When my wife and I started Sutra, we had no money. Â But we had a big vision and we were super committed to finding a way to transform our vision into reality.
Prototyping offered us a grounded approach to continuously making progress, even if sometimes that process felt minuscule in relationship to the ultimate vision that we held. Â The key was to keep taking another step and to be receptive to whatever was emerging every step of the way.
There are so many times we sell ourselves short because we think people won’t be responsive to a request or that we’re not good enough to play in some territory.
More often than not, reality will match how we see ourselves and the world with remarkable accuracy.
Prototyping is a way to test our underlying assumptions and blind spots in the court of real life.
Everything can be a prototype.
Sending an email with a bold request.
Sending a series of emails to different people to test different ways to framing a request.
Hosting a small event or conversation designed for a particular audience.
Creating a landing page for a program that doesn’t exist yet to test interest.
There are so many ways that you can take small actions that help you avoid investing a significant amount of time, energy, and money into something without validation.
The key is continually asking yourself what’s the simplest way that you can test an assumption by taking action in the real world given the resources that you have available to you right now.
When you prototype well, you learn:
When it comes to prototyping, everything starts with your audience. Â One of the guiding questions we use to support our work is: who are you inspired to serve?
Once you’re clear on that you can:
There are many ways that you can break down a big vision into much smaller components that can help to inform and support your vision over the long term.
For example:
Writing a book might start with publishing some posts on LinkedIn to test how you present ideas and what kinds of people resonate with them.
Starting a social impact project might start with recording a series podcast episodes with thought leaders in related fields to build relationships and refine how you communicate about certain concepts.
Building a community might start with putting together a group course or simple workshop to start bringing people together in low level ways to build affinity and learn from each other.

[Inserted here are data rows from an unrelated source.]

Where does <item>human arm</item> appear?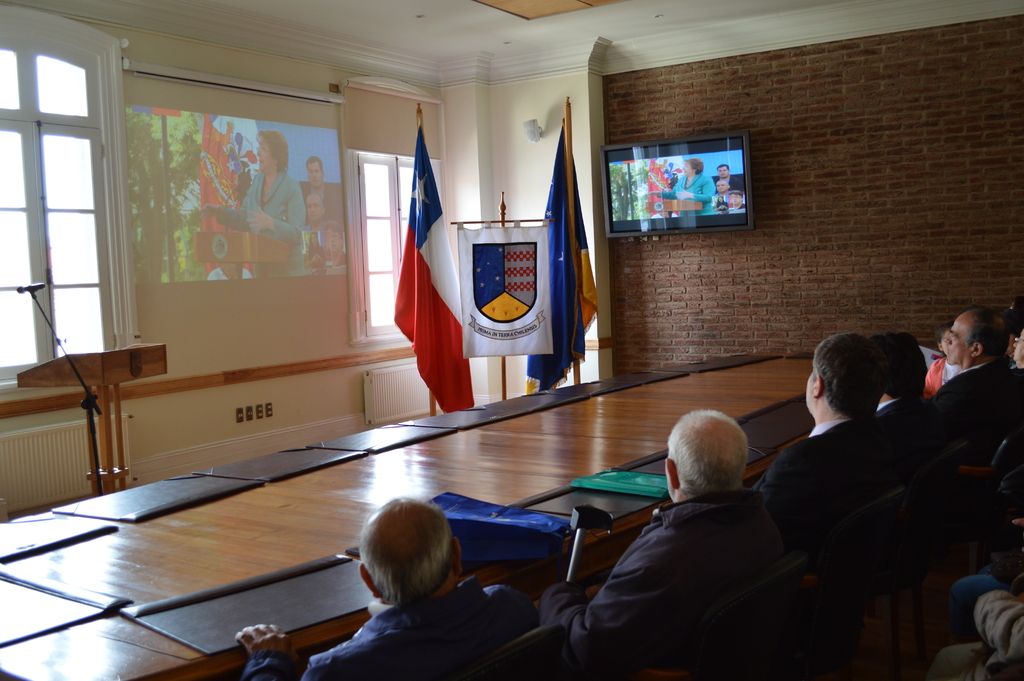
Appears at <bbox>250, 188, 307, 247</bbox>.
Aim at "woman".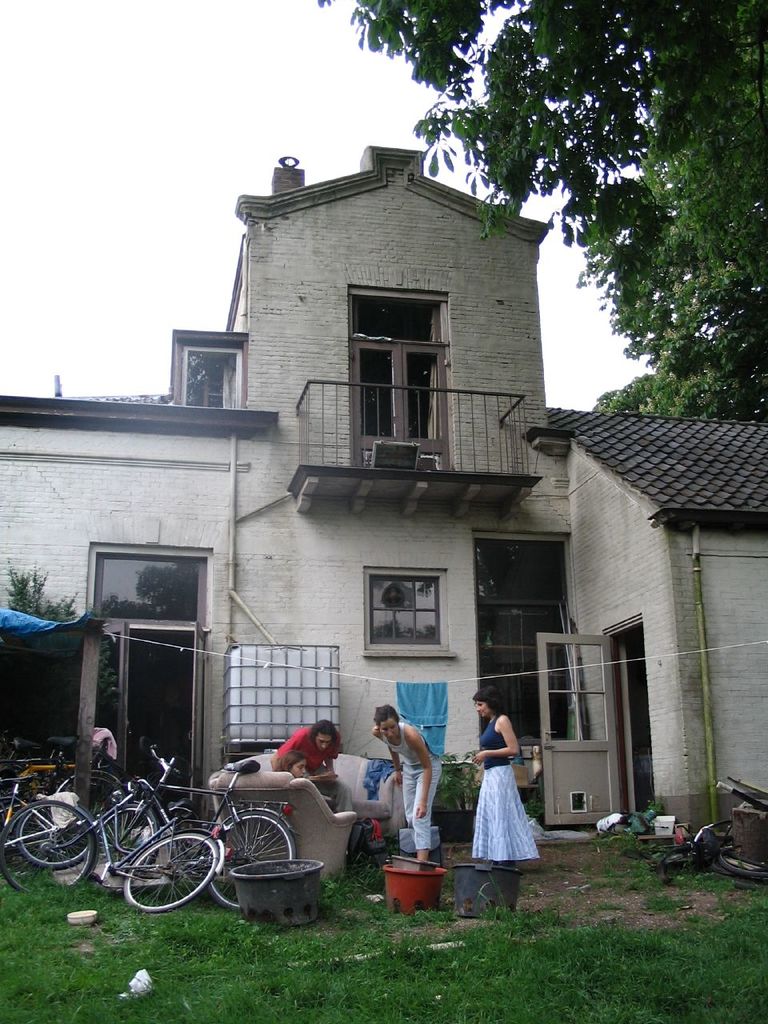
Aimed at bbox=(368, 706, 435, 858).
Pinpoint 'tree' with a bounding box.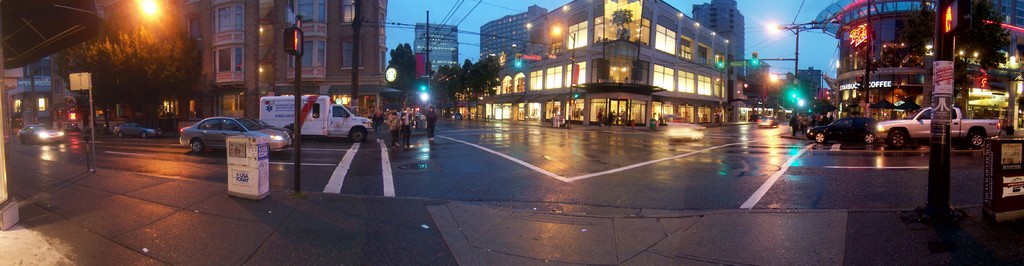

All of this can start with something as simple as writing an email.
A prototype can be a bold request.  Maybe you reach out to someone that you would normally be reserved about reaching out to.  Or maybe it’s a small event where you invite people from a particular community or field of interest to share their ideas.  Or maybe it’s simple that way that you frame a request or an invitation.
There are so many things that you can experiment with when you really begin to look at how you operate.  If you’re frustrated or somehow not generating the results you want, prototyping is one of the most effective ways to shift your situation.
No matter where you are, what you’re really looking for is an entry point.  At any stage of a project, there is often a next level that you’re not entirely sure how to get to.
The first entry point is actually not knowing.
If you can be authentic with yourself about not knowing then you can begin to explore simple experiments that can give you real world data on how to move forward with more complex experiments. Â Each of these experiments is an entry point to the next stage of evolution for your project. Â The key criteria is that they take place outside of your head and in the real world and that they generate data that informs your decision making.
In this context, every obstacle is actually an invitation to explore through prototyping.  When you feel blocked, that’s simply data suggesting that you should try a different approach.
I invite you to take a moment to sit with this and consider anywhere that you feel blocked or challenged in your work.  What’s a simple way that you might prototype something that will give you more data and inform future action?